That Justin might want to escape his life didn’t surprise Grace. She put the phone on the table. The kids downstairs pounded from one end of the apartment to the other, the TV blared. Always fighting. She went into the bathroom to confront herself and get ready. Justin needed her, Willa said. But that was something you said to people. Did he really need her? What would she do for him? He’d tried to kill himself somehow. It didn’t matter how. It was that he’d done it.

See? Willa said. See? Grace took that to mean See what you’ve done to him? But what had she done? They were in each other’s lives so little now. She’d felt a similar uselessness when he’d run away at seventeen, when he’d been hurt. She’d stood in the hospital room watching him. Not sleeping. Not awake. She hadn’t been able to stop him, to prevent it, and she couldn’t help him. What kind of parent were you if your children wouldn’t follow you?

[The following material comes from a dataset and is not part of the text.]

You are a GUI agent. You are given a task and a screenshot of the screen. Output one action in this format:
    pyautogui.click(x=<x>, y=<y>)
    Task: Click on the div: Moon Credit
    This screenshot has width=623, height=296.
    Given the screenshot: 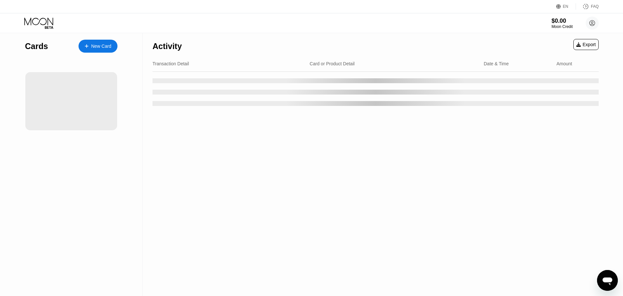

When he was a baby, she’d suspected trouble. He cried in terror when his father held him. He wanted Grace, only Grace, all the time. He was her first, and she loved him and did what you were supposed to do. Gave away her sleep and her body. Some months into his life, his body stopped working. He became a little drum filled with gas and waste. He howled like a fox. She and Arthur spent hours walking around the house with him, driving him in the car. She cried with him and hated him. Little screwup! If he would only let her eat and sleep and shower.

He never did warm to his father. Arthur tried. She placed sleeping Justin onto his father’s growing beer belly, onto the bare skin, so that it would bond them. He resisted school too. One day, and she’d never forgotten this, Arthur had lugged him over his shoulder, out of the house, and put him on the bus. Justin had cried and cried because he didn’t want to go. The driver asked Arthur to take him off the bus. He was six years old. Back in the house, he collapsed on the couch and wailed. He became a problem for the teacher, who barely held back her disdain for him. Grace met with her and sensed rottenness inside the other woman as they discussed Justin, but Grace also understood the frustration. Why couldn’t he stop crying, adjust to school, make their lives easier?

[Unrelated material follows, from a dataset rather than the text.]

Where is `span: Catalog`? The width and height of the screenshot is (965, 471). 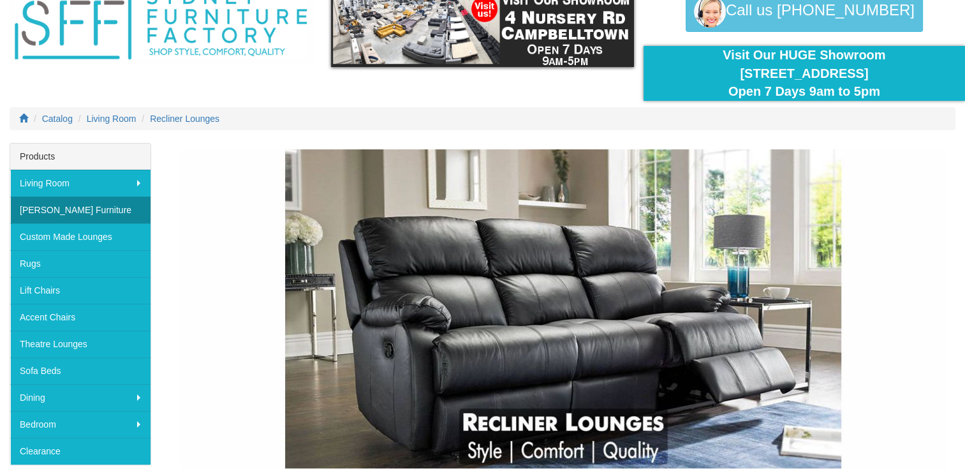 span: Catalog is located at coordinates (57, 119).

In the bathroom, she brushed her teeth and combed her hair. She couldn’t afford to dye it anymore. The price kept rising, and with her bad shoulders, she was unable to do it herself. Willa promised to help, but never found the time. She worked long hours and when she visited, she wanted to relax, not fuss with hair dye. Her hair hadn’t turned that fashionable silver. It had gone iron-colored.

If Arthur were here, he would guide her. They would be in the car already, on the way to the hospital. If Arthur had lived, maybe things would have been a little different for her. Not for Justin, really. He would have done whatever he wanted; it was how he was born, something in his blood. He would still be Justin. He would still have gotten involved with that person. But maybe she wouldn’t have had to suffer him. Arthur would have taken some of it. Arthur would have helped her do what you were supposed to do. Run to places when your child was hurt. Here she was sitting on the couch, here was the remote in her hand and the news going.